Nobody does a short story like Meloy!  The characters feel so real and rich that they seem to breathe through the pages, and her themes are the biggies—desire, love, loss, mortality.  She manages to leave so much unsaid—it’s like she sketches the empty space inside the bowl and lets us conjure the sides and bottom on our own.  How she creates penetrating stories with such spare architecture and such a light hand is a technical mystery to me.  I aspire to it! 

SING, UNBURIED, SING by Jesmyn Ward

The story is a gut-punch, with a mix of otherworldly and workaday scenes that Ward weaves together masterfully.  But, as a writer, it’s Ward’s creative strength that really got me.  There is writerly brawn and grit in these pages.  I can just feel her unwavering commitment to her vision, and I find that very exciting. 

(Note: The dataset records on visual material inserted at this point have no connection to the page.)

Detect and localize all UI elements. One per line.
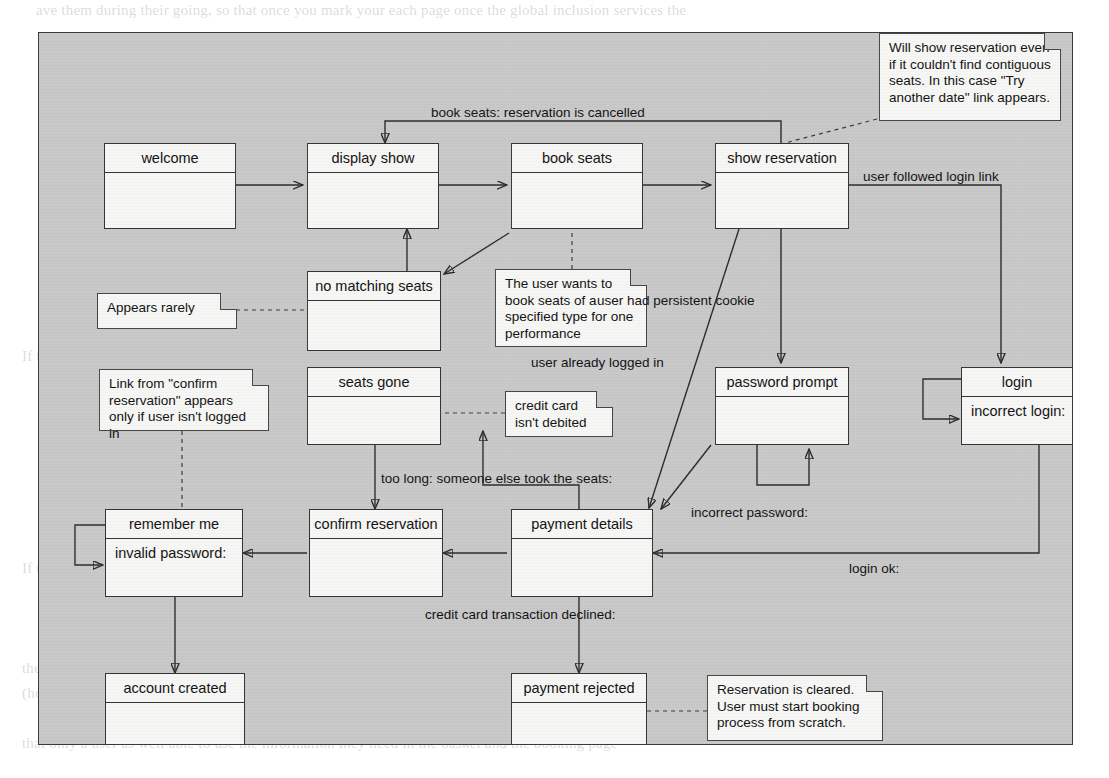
note-text: The user wants to book seats of a specif… [505,276,633,341]
state-title: show reservation [716,144,848,173]
note-show-reservation: Will show reservation even if it couldn'… [879,33,1061,121]
edge-label-cancel: book seats: reservation is cancelled [431,105,645,120]
state-body: incorrect login: [962,397,1072,444]
edge-label-persistent-cookie: user had persistent cookie [597,293,755,308]
edge-label-too-long: too long: someone else took the seats: [381,471,612,486]
state-body [105,173,235,228]
note-confirm-link: Link from "confirm reservation" appears … [99,369,269,431]
state-body [310,539,442,596]
note-text: Link from "confirm reservation" appears … [109,376,246,441]
edge-label-card-declined: credit card transaction declined: [425,607,616,622]
state-title: display show [308,144,438,173]
note-fold-icon [252,369,269,386]
state-body [716,397,848,444]
state-diagram: welcome display show book seats show res… [38,32,1073,745]
state-title: payment rejected [512,674,646,703]
note-text: Reservation is cleared. User must start … [717,682,860,730]
state-title: payment details [512,510,652,539]
state-body [716,173,848,228]
state-remember-me[interactable]: remember me invalid password: [105,509,243,597]
state-body: invalid password: [106,539,242,596]
state-show-reservation[interactable]: show reservation [715,143,849,229]
note-text: Appears rarely [107,300,195,315]
state-title: confirm reservation [310,510,442,539]
state-title: account created [106,674,244,703]
state-title: book seats [512,144,642,173]
note-book-seats: The user wants to book seats of a specif… [495,269,647,347]
note-appears-rarely: Appears rarely [97,293,237,329]
note-fold-icon [866,675,883,692]
state-payment-rejected[interactable]: payment rejected [511,673,647,745]
state-payment-details[interactable]: payment details [511,509,653,597]
edge-incorrect-password-loop [757,445,809,485]
state-no-matching-seats[interactable]: no matching seats [307,271,441,351]
state-title: password prompt [716,368,848,397]
edge-remember-me-loop [75,525,107,565]
state-body [308,397,440,444]
state-title: remember me [106,510,242,539]
note-text: Will show reservation even if it couldn'… [889,40,1051,105]
state-welcome[interactable]: welcome [104,143,236,229]
state-title: login [962,368,1072,397]
state-body [512,703,646,744]
state-body [512,539,652,596]
state-body [308,173,438,228]
note-fold-icon [630,269,647,286]
state-title: no matching seats [308,272,440,301]
note-text: credit card isn't debited [515,398,587,430]
state-title: seats gone [308,368,440,397]
edge-incorrect-login-loop [923,379,963,419]
state-seats-gone[interactable]: seats gone [307,367,441,445]
state-body [512,173,642,228]
screenshot-page: ave them during their going, so that onc… [0,0,1109,778]
note-fold-icon [1044,33,1061,50]
note-credit-card: credit card isn't debited [505,391,613,437]
note-payment-rejected: Reservation is cleared. User must start … [707,675,883,741]
state-book-seats[interactable]: book seats [511,143,643,229]
note-fold-icon [220,293,237,310]
state-account-created[interactable]: account created [105,673,245,745]
state-title: welcome [105,144,235,173]
state-display-show[interactable]: display show [307,143,439,229]
edge-show-reservation-to-login [849,185,1001,363]
edge-label-already-logged-in: user already logged in [531,355,664,370]
state-body [308,301,440,350]
note-fold-icon [596,391,613,408]
edge-password-prompt-to-payment-details [661,445,711,509]
state-body [106,703,244,744]
state-password-prompt[interactable]: password prompt [715,367,849,445]
edge-login-ok-to-payment-details [653,445,1039,553]
state-login[interactable]: login incorrect login: [961,367,1073,445]
edge-label-login-ok: login ok: [849,561,899,576]
bleed-text-line: ave them during their going, so that onc… [36,2,1096,19]
edge-label-login-link: user followed login link [863,169,999,184]
edge-label-incorrect-password: incorrect password: [691,505,808,520]
edge-book-seats-to-no-matching-seats [444,233,509,274]
state-confirm-reservation[interactable]: confirm reservation [309,509,443,597]
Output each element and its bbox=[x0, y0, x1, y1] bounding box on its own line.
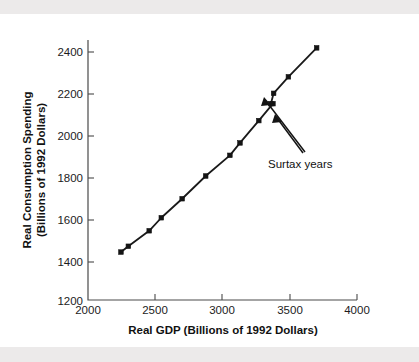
data-point-marker bbox=[228, 153, 233, 158]
data-point-marker bbox=[286, 75, 291, 80]
data-point-marker bbox=[119, 250, 124, 255]
y-axis-title-line2: (Billions of 1992 Dollars) bbox=[35, 103, 47, 237]
x-axis-tick-labels: 2000 2500 3000 3500 4000 bbox=[75, 304, 370, 316]
data-point-marker bbox=[126, 244, 131, 249]
data-series bbox=[119, 46, 319, 255]
y-tick-label: 1800 bbox=[57, 172, 83, 184]
x-tick-label: 4000 bbox=[344, 304, 370, 316]
y-axis-tick-labels: 2400 2200 2000 1800 1600 1400 1200 bbox=[57, 46, 83, 307]
y-tick-label: 2000 bbox=[57, 130, 83, 142]
data-point-marker bbox=[147, 228, 152, 233]
data-point-marker bbox=[159, 215, 164, 220]
data-point-marker bbox=[203, 174, 208, 179]
x-tick-label: 3500 bbox=[277, 304, 303, 316]
y-tick-label: 1600 bbox=[57, 214, 83, 226]
y-tick-label: 2400 bbox=[57, 46, 83, 58]
y-tick-label: 1400 bbox=[57, 256, 83, 268]
surtax-annotation-leaders bbox=[261, 97, 305, 153]
consumption-function-chart: 2400 2200 2000 1800 1600 1400 1200 2000 … bbox=[0, 0, 419, 362]
data-point-marker bbox=[314, 46, 319, 51]
y-axis-ticks bbox=[88, 52, 94, 262]
x-tick-label: 3000 bbox=[209, 304, 235, 316]
x-axis-title: Real GDP (Billions of 1992 Dollars) bbox=[128, 324, 318, 336]
axis-lines bbox=[88, 40, 357, 300]
data-point-marker bbox=[257, 118, 262, 123]
data-point-marker bbox=[271, 91, 276, 96]
figure-root: 2400 2200 2000 1800 1600 1400 1200 2000 … bbox=[0, 0, 419, 362]
data-point-marker bbox=[238, 141, 243, 146]
x-axis-ticks bbox=[155, 294, 357, 300]
y-axis-title-line1: Real Consumption Spending bbox=[21, 91, 33, 248]
y-tick-label: 2200 bbox=[57, 88, 83, 100]
data-point-marker bbox=[180, 196, 185, 201]
x-tick-label: 2500 bbox=[142, 304, 168, 316]
x-tick-label: 2000 bbox=[75, 304, 101, 316]
surtax-years-label: Surtax years bbox=[268, 158, 333, 170]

HEART BERRIES: A MEMOIR by Terese Marie Mailhot

The intimacy in this book is riveting.  It’s as though Mailhot is allowing us to watch her beating heart.  The metacognition in this book is fierce, too—she is well aware of the conundrums women of color, and Indigenous women in particular, face when it comes to speaking honestly and publicly about our trials.  How do we balance our need to speak with our need to protect ourselves from voyeurism?  Heart Berries is a masterclass on this question.

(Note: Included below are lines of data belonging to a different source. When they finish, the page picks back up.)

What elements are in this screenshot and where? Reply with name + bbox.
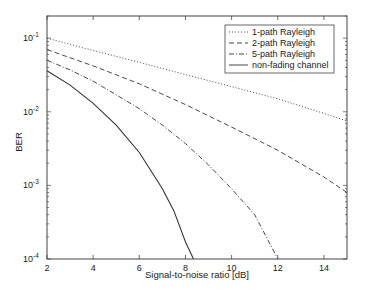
y-tick-exponent: -1 xyxy=(33,31,39,38)
y-tick-label: 10-1 xyxy=(23,31,39,43)
y-tick-label: 10-4 xyxy=(23,252,39,264)
ber-chart: 2468101214 10-110-210-310-4 Signal-to-no… xyxy=(0,0,366,296)
legend-label: non-fading channel xyxy=(252,60,329,70)
legend: 1-path Rayleigh2-path Rayleigh5-path Ray… xyxy=(225,25,334,73)
legend-label: 5-path Rayleigh xyxy=(252,49,315,59)
x-tick-label: 2 xyxy=(44,263,49,273)
x-tick-label: 4 xyxy=(91,263,96,273)
y-tick-exponent: -4 xyxy=(33,252,39,259)
series-line-3 xyxy=(47,60,278,259)
x-tick-label: 12 xyxy=(273,263,283,273)
y-tick-base: 10 xyxy=(23,107,33,117)
y-tick-exponent: -3 xyxy=(33,178,39,185)
y-tick-base: 10 xyxy=(23,33,33,43)
legend-label: 2-path Rayleigh xyxy=(252,38,315,48)
y-axis-label: BER xyxy=(13,132,24,152)
y-tick-label: 10-3 xyxy=(23,178,39,190)
legend-label: 1-path Rayleigh xyxy=(252,27,315,37)
y-tick-base: 10 xyxy=(23,180,33,190)
x-tick-label: 6 xyxy=(137,263,142,273)
y-tick-label: 10-2 xyxy=(23,105,39,117)
series-line-4 xyxy=(47,71,194,259)
x-axis-label: Signal-to-noise ratio [dB] xyxy=(145,269,249,280)
y-tick-exponent: -2 xyxy=(33,105,39,112)
x-tick-label: 14 xyxy=(319,263,329,273)
y-tick-base: 10 xyxy=(23,254,33,264)
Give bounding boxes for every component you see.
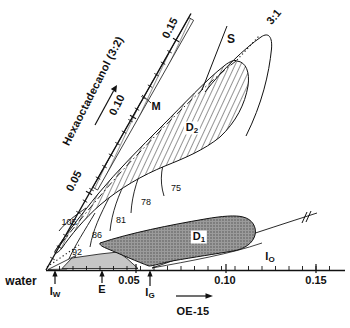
io-sub: O (268, 255, 274, 264)
region-label-e: E (98, 284, 105, 295)
contour-label-92: 92 (72, 248, 82, 257)
region-label-iw: IW (50, 286, 61, 299)
iw-arrow-icon (52, 270, 57, 284)
d1-sub: 1 (201, 235, 205, 244)
tie-dotted-line (237, 36, 259, 60)
iw-sub: W (53, 290, 61, 299)
contour-label-86: 86 (92, 231, 102, 240)
phase-diagram-canvas (0, 0, 350, 328)
contour-label-75: 75 (171, 184, 181, 193)
contour-label-105: 105 (61, 218, 76, 227)
region-label-m: M (151, 101, 160, 112)
d1-main: D (193, 230, 201, 242)
d2-sub: 2 (194, 126, 198, 135)
contour-label-78: 78 (141, 198, 151, 207)
origin-label: water (5, 275, 36, 287)
region-label-io: IO (265, 251, 274, 264)
x-axis-minor-ticks (60, 266, 330, 271)
oe15-arrow-icon (176, 293, 213, 299)
region-label-d1: D1 (191, 231, 207, 244)
x-axis-title: OE-15 (177, 306, 210, 317)
d2-main: D (186, 121, 194, 133)
phase-diagram-figure: water 0.05 0.10 0.15 OE-15 0.05 0.10 0.1… (0, 0, 350, 328)
region-label-d2: D2 (184, 122, 200, 135)
contour-label-81: 81 (116, 216, 126, 225)
ig-sub: G (148, 291, 154, 300)
ig-arrow-icon (147, 270, 152, 286)
region-label-ig: IG (145, 287, 154, 300)
x-tick-label-015: 0.15 (305, 275, 326, 286)
x-tick-label-005: 0.05 (118, 275, 139, 286)
region-label-s: S (227, 33, 235, 45)
e-arrow-icon (99, 270, 104, 283)
x-tick-label-010: 0.10 (214, 275, 235, 286)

NEGROLAND by Margot Jefferson

Nobody does it better!  If Jefferson wrote a recipe for toast, I’d read it.  Her writing has the sheen and polish of deep, careful attention and also the freshness of improvisation.  She assumes we, her readers, are as smart as she is.  She asks us to work a bit for the fruit of her labor, and because her writing and intellect are sharp as razors and rich as cream, the work is joyful, indeed. 

THE BOOK OF DELIGHT by Ross Gay

A joy to read.  Writing a daily diary of joys is a simple idea, which is part of the book’s appeal; it is also a special idea, to linger over life’s sweetness and etch the fleeting moments into prose. 

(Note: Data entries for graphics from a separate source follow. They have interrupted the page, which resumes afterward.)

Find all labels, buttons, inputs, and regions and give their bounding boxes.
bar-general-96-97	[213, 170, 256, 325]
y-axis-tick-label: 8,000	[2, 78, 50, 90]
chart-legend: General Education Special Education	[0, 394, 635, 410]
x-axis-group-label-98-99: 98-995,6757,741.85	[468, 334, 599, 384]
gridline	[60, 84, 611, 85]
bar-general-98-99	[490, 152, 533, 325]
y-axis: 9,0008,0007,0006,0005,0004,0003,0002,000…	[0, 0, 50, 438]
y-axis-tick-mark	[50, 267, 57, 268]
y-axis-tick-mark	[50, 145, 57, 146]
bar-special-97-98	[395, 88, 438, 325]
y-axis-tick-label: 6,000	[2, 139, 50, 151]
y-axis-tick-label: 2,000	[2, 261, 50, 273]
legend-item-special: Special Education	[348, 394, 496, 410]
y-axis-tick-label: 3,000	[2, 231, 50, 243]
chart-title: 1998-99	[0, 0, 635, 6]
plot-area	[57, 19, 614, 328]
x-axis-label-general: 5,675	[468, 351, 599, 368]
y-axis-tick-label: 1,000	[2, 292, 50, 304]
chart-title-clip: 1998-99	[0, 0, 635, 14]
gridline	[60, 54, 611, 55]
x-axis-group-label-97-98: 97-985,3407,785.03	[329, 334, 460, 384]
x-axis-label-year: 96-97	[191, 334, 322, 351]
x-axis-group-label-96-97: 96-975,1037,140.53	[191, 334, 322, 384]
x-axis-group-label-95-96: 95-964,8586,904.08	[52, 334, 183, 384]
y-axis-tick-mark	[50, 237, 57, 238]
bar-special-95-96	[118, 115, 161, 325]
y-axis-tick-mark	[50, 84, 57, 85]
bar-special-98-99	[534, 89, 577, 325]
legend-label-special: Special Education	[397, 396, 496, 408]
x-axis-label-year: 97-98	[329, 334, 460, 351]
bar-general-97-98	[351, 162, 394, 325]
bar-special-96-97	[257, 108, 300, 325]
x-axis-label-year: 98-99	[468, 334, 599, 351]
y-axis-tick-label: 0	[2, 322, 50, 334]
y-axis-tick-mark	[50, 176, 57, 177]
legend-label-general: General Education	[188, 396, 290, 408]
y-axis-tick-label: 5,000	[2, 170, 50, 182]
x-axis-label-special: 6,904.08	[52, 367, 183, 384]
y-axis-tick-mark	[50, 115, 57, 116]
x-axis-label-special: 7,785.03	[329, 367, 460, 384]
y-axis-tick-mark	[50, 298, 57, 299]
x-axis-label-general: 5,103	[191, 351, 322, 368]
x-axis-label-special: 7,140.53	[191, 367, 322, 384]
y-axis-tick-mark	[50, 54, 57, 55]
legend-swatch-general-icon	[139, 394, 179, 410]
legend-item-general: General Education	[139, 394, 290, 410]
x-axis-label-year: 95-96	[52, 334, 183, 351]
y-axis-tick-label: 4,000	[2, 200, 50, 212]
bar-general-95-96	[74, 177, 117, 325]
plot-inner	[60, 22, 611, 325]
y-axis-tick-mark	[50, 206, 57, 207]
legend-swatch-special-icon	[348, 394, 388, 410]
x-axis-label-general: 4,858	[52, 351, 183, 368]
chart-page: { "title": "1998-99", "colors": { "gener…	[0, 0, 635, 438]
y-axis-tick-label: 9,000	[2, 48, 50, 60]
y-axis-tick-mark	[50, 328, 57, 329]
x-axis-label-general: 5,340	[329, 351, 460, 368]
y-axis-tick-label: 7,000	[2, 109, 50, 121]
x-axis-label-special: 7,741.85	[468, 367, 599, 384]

POSTCOLONIAL LOVE POEM by Natalie Diaz

Revelatory, in a word. Diaz knots together language with rhythm, clarity, and a lot of heart, and she’s never sentimental. I found this collection to be a bracing tonic, always opening my thinking about what’s possible with language.

MAUD MARTHA by Gwendolyn Brooks

Brooks dwells in her protagonist’s interior with leisurely, detailed, loving attention, and this is a rare treat.  Black women like Maud Martha are often depicted as being in constant conversation with the external forces of racism and sexism, and we therefore lose sight of their inner lives separate and apart from their oppressions.  Brooks’ approach reminded (and reminds) me to protect the private, non-political parts of myself even as I engage in political and public conversations.  (The Sovereignty of Quiet by Kevin Quashie includes a terrific meditation on Maud Martha.)

BELOVED by Toni Morrison

I turned to Beloved again and again, rereading it in its entirety and revisiting passages and lines. The language moves me as much as the story.  And Morrison’s was the only prose I could read during the drafting process that didn’t throw off my voice; I attribute this to her talent being lightyears beyond my reach, like a galaxy unto herself, and therefore having an unattainable gravity and gravitas.  In other words, she’s so magnificent and singular there was no chance of my voice drifting toward hers! Reading Beloved simply felt good, and it reminded me why writing matters.